A brain tumor removed from a 26-year-old Ph.D. student turned out to be an "evil twin" in the form of a teratoma — a kind of tumor with different types of tissue, including hair, teeth and bone.

The extremely rare tumors are thought to arise when cells of an embryonic twin are absorbed in the body of a developing fetus.

Yamini Karanam, a student at Indiana University's School of Informatics, went to doctors when she suddenly started having trouble in school, was failing to understand basic information and having trouble communicating with friends and school colleagues.

After six months visiting a number of neurologists and neurosurgeons across the country in search of an answer, specialists told Karanam they had detected what they thought was a cyst or tumor on her pineal gland, located deep within the center of the brain.

Surgery to remove it would be risky, she was told, but she located a surgeon in Los Angeles, Dr. Hrayr Shahinian, who specializes in extracting tumors from deep within the brain using minimally invasive "keyhole" techniques.

The surgery was a success, but things turned strange when Shahinian realized that what he had removed wasn't any kind of usual tumor; it was a teratoma, a clump of bone, hair and teeth tissue.

After surgery, when she awoke, Karanam was shocked when she learned of the tumor and the "evil twin sister who's been torturing me for the past 26 years," she said in an interview.

Such teratomas have puzzled medical experts for more than 100 years; the consensus is that they are probably one of a pair of twins that stops developing while still an embryo and is absorbed into the surviving sibling's body in the womb.

While they are sometimes detected after birth — sometimes teratomas can be quite large and attached to the newborn like a portion of a conjoined twin — smaller teratomas can escape detection well into adulthood.

While it can't be positively confirmed Karanam's tumor was a teratoma of a twin, it would likely have been fatal without the surgery to remove it.

Teratomas remain incredibly rare, says Shahinian.

"This is my second one," he said of Karanam's intracranial teratoma, "and I've probably taken out 7,000 or 8,000 brain tumors."

Tests have confirmed that the tumor was benign, and her doctors have told her she can expect a full recovery, Karanam says on her blog.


Assigned task
Copy each line below that contains "Verkaufbarkeit".

Dataset excerpts
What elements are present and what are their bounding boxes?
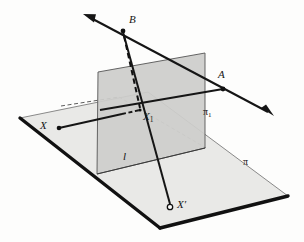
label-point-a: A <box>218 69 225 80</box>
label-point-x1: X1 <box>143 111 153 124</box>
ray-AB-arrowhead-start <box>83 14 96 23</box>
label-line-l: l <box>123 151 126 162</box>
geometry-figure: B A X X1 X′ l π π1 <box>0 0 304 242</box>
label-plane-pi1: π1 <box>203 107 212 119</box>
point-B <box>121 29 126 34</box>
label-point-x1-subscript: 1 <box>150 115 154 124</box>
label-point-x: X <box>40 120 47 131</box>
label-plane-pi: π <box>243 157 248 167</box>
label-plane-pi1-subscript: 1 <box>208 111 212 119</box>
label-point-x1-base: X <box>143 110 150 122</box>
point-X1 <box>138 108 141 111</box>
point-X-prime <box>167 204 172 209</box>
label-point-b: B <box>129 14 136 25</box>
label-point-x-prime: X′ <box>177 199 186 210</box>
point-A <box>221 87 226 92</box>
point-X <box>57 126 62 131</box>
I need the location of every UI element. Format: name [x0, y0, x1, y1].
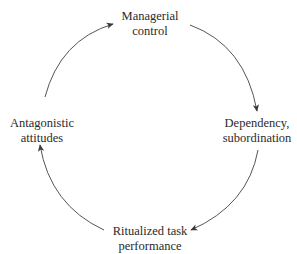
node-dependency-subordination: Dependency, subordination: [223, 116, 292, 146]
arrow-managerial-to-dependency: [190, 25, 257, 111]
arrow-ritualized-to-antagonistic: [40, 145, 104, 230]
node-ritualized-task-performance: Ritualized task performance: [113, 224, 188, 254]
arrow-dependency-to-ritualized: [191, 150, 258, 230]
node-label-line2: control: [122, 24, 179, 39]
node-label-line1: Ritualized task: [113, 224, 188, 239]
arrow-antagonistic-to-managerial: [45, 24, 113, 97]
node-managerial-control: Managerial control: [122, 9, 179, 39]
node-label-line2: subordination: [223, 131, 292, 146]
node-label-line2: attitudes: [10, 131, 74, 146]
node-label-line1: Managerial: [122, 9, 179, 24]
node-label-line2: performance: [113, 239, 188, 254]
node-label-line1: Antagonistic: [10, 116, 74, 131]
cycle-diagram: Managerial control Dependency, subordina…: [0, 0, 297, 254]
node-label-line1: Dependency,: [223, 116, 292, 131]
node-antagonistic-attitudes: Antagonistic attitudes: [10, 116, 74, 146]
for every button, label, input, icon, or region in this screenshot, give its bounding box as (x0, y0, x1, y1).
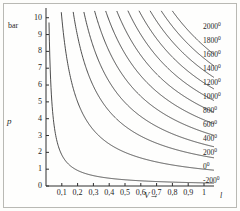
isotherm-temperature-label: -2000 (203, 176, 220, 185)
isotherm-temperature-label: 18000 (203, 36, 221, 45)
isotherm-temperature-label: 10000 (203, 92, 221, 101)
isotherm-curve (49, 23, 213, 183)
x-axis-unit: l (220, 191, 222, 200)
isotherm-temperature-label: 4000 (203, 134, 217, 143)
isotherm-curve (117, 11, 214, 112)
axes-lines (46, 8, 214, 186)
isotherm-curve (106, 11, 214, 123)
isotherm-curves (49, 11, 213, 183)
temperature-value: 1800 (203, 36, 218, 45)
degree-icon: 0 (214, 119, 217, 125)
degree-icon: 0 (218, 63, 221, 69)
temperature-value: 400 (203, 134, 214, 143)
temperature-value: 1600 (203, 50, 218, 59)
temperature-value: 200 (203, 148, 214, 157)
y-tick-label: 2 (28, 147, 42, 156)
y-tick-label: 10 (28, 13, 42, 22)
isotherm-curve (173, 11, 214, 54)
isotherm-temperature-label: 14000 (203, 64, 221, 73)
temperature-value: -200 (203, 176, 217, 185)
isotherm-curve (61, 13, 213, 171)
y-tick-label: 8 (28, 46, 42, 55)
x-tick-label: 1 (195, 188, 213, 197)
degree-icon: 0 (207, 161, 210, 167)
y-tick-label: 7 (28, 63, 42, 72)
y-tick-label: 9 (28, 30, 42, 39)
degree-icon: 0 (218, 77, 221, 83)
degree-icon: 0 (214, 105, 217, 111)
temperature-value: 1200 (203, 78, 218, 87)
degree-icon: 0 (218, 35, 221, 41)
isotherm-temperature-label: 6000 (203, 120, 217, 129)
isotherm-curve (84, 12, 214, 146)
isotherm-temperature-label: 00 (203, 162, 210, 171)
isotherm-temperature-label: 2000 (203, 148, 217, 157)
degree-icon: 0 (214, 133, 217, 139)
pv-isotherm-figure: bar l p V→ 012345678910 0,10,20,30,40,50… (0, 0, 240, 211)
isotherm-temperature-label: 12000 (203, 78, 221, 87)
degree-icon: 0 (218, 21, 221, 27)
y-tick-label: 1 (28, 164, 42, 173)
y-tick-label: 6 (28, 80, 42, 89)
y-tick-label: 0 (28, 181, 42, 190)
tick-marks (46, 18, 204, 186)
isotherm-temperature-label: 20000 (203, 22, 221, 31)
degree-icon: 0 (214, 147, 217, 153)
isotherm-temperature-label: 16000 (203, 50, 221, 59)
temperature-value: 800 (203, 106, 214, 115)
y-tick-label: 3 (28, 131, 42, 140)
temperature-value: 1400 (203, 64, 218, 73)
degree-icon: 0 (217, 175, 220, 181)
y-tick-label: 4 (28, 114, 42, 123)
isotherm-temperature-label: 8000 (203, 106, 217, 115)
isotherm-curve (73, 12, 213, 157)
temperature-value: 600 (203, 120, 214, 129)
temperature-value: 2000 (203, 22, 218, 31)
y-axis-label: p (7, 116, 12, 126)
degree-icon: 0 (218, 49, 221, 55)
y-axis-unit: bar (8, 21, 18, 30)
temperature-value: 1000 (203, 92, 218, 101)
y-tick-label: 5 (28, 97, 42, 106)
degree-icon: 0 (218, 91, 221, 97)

==

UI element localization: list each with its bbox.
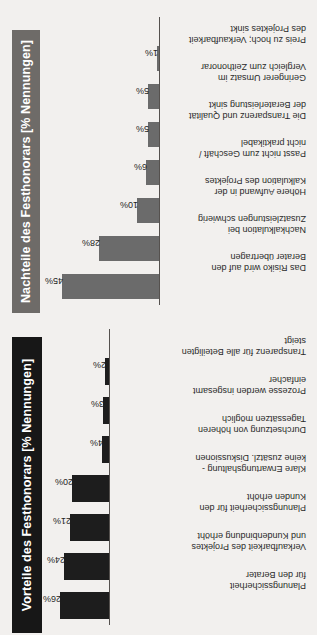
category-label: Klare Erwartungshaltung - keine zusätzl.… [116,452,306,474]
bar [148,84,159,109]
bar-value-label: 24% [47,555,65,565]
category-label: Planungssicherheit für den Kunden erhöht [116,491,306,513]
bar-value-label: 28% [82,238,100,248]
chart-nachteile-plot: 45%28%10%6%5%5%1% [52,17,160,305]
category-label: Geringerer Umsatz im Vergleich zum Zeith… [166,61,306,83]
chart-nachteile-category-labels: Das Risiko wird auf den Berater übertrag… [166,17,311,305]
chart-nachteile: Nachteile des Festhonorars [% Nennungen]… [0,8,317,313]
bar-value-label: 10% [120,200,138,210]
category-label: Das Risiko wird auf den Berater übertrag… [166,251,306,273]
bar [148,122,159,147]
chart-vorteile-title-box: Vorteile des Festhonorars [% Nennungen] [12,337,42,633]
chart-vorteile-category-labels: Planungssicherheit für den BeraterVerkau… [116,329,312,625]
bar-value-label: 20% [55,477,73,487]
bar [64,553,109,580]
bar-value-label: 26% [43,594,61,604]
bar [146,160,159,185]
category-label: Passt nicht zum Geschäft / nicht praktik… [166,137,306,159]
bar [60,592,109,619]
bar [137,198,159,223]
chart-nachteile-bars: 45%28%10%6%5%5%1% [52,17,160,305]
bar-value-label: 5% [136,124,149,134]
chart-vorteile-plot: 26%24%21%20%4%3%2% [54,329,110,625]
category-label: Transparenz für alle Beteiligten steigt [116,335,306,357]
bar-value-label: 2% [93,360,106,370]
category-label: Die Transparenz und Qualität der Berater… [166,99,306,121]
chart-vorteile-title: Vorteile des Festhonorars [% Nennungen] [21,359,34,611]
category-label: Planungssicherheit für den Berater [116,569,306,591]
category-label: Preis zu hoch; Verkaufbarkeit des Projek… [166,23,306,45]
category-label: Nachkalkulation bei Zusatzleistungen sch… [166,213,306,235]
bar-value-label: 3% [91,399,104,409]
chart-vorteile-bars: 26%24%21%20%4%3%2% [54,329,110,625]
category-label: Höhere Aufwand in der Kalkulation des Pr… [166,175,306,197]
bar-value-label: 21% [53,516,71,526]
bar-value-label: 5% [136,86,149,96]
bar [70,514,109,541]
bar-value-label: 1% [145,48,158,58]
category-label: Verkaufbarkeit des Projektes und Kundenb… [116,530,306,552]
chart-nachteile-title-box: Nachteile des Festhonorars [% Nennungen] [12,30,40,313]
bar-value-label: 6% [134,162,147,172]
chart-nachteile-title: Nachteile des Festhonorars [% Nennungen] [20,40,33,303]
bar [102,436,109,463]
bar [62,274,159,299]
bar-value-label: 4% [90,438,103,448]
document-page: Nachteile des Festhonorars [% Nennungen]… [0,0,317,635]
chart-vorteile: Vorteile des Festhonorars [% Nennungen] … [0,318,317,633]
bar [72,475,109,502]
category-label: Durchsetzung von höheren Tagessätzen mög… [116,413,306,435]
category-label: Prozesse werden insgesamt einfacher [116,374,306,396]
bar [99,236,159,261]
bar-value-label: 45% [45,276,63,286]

Exercise result
category-label: Preis zu hoch; Verkaufbarkeit des Projek… [166,23,306,45]
category-label: Verkaufbarkeit des Projektes und Kundenb… [116,530,306,552]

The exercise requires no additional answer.